The movie pits failed boxer Michel Maudet (a spectacular-as-always Jean-Paul Belmondo) against villainous, racist tycoon Dieudonné Ferchaux (Charles Vanel), who is on the lam for a litany of white-collar crimes he committed as chairman of a Paris bank. Ferchaux needs a lackey to help him run to the US, empty his bank accounts and escape to Venezuela, where he will be safe from extradition back to France. Maudet seems a good choice to the hurried Ferchaux, and he gets the job. Once in the States, the two clash, become friends, clash and so on—it is a rhythm familiar to any film-viewer, as the buddy road movie is a classic of the medium. Plot is secondary; this is less about story and more about setting.

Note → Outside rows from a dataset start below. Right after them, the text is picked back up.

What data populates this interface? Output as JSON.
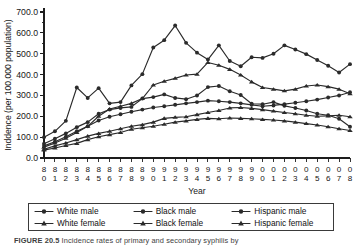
{
  "figure": {
    "caption_label": "FIGURE 20.5",
    "caption_text": " Incidence rates of primary and secondary syphilis by"
  },
  "legend": {
    "entries": [
      {
        "label": "White male",
        "marker": "circle"
      },
      {
        "label": "Black male",
        "marker": "circle"
      },
      {
        "label": "Hispanic male",
        "marker": "circle"
      },
      {
        "label": "White female",
        "marker": "triangle"
      },
      {
        "label": "Black female",
        "marker": "triangle"
      },
      {
        "label": "Hispanic female",
        "marker": "triangle"
      }
    ]
  },
  "chart_data": {
    "type": "line",
    "title": "",
    "xlabel": "Year",
    "ylabel": "Inddence (per 100,000 population)",
    "xlim": [
      1980,
      2008
    ],
    "ylim": [
      0,
      700
    ],
    "ytick_step": 100,
    "yminor_step": 50,
    "grid": false,
    "legend_position": "bottom",
    "ytick_labels": [
      "0.0",
      "100.0",
      "200.0",
      "300.0",
      "400.0",
      "500.0",
      "600.0",
      "700.0"
    ],
    "ytick_values": [
      0,
      100,
      200,
      300,
      400,
      500,
      600,
      700
    ],
    "x": [
      1980,
      1981,
      1982,
      1983,
      1984,
      1985,
      1986,
      1987,
      1988,
      1989,
      1990,
      1991,
      1992,
      1993,
      1994,
      1995,
      1996,
      1997,
      1998,
      1999,
      2000,
      2001,
      2002,
      2003,
      2004,
      2005,
      2006,
      2007,
      2008
    ],
    "xtick_labels_top": [
      "8",
      "8",
      "8",
      "8",
      "8",
      "8",
      "8",
      "8",
      "8",
      "8",
      "9",
      "9",
      "9",
      "9",
      "9",
      "9",
      "9",
      "9",
      "9",
      "9",
      "0",
      "0",
      "0",
      "0",
      "0",
      "0",
      "0",
      "0",
      "0"
    ],
    "xtick_labels_bottom": [
      "0",
      "1",
      "2",
      "3",
      "4",
      "5",
      "6",
      "7",
      "8",
      "9",
      "0",
      "1",
      "2",
      "3",
      "4",
      "5",
      "6",
      "7",
      "8",
      "9",
      "0",
      "1",
      "2",
      "3",
      "4",
      "5",
      "6",
      "7",
      "8"
    ],
    "series": [
      {
        "name": "Black male",
        "marker": "circle",
        "values": [
          100,
          128,
          178,
          338,
          288,
          335,
          262,
          268,
          348,
          402,
          530,
          565,
          635,
          552,
          505,
          472,
          540,
          465,
          440,
          483,
          480,
          500,
          540,
          520,
          498,
          470,
          442,
          410,
          450
        ]
      },
      {
        "name": "Hispanic male",
        "marker": "circle",
        "values": [
          68,
          92,
          118,
          148,
          172,
          212,
          232,
          240,
          245,
          285,
          292,
          305,
          288,
          282,
          300,
          340,
          345,
          320,
          302,
          260,
          258,
          268,
          250,
          240,
          228,
          212,
          205,
          188,
          150
        ]
      },
      {
        "name": "White male",
        "marker": "circle",
        "values": [
          58,
          78,
          102,
          128,
          152,
          180,
          198,
          210,
          222,
          232,
          242,
          248,
          255,
          262,
          268,
          275,
          272,
          268,
          262,
          255,
          248,
          252,
          258,
          265,
          272,
          280,
          290,
          300,
          315
        ]
      },
      {
        "name": "Black female",
        "marker": "triangle",
        "values": [
          52,
          72,
          95,
          122,
          152,
          200,
          235,
          248,
          262,
          285,
          350,
          368,
          382,
          398,
          402,
          458,
          445,
          425,
          398,
          365,
          338,
          330,
          322,
          330,
          345,
          350,
          342,
          330,
          308
        ]
      },
      {
        "name": "White female",
        "marker": "triangle",
        "values": [
          42,
          58,
          72,
          88,
          105,
          118,
          128,
          140,
          152,
          160,
          172,
          190,
          195,
          198,
          208,
          218,
          228,
          240,
          242,
          238,
          232,
          225,
          218,
          212,
          205,
          200,
          202,
          205,
          198
        ]
      },
      {
        "name": "Hispanic female",
        "marker": "triangle",
        "values": [
          38,
          48,
          60,
          70,
          88,
          102,
          112,
          122,
          138,
          145,
          152,
          162,
          172,
          178,
          185,
          190,
          188,
          192,
          190,
          188,
          185,
          182,
          178,
          172,
          165,
          158,
          150,
          140,
          132
        ]
      }
    ]
  }
}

On that front, Magnet of Doom offers an eye-full of material culture: Roadside diners in all of their period genuineness, consumer products on shop shelves, ugly period furniture, beautiful period cars and an array of unmistakably US-American characters including sleazy gamblers, baby-faced soldiers in uniform and crass FBI agents. Like other French filmmakers—Louis Malle, Agnes Varda and Guillaume Nicloux come to mind, as do observers dating back to Alexis de Tocqueville—Melville seems to be truly besotted with the US and its brash, bright culture and people.

Magnet of Doom is inessential Melville and decidedly un-cool, too. It’s for completists only, and those who adore Americana as a cinematic genre– a contemporaneous offering in this genre would be the surprising ‘60s drama The Swimmer. Still, for times such as these, it’s a damned fine way to spend a couple of hours.

The post Rediscover: Magnet of Doom appeared first on Spectrum Culture.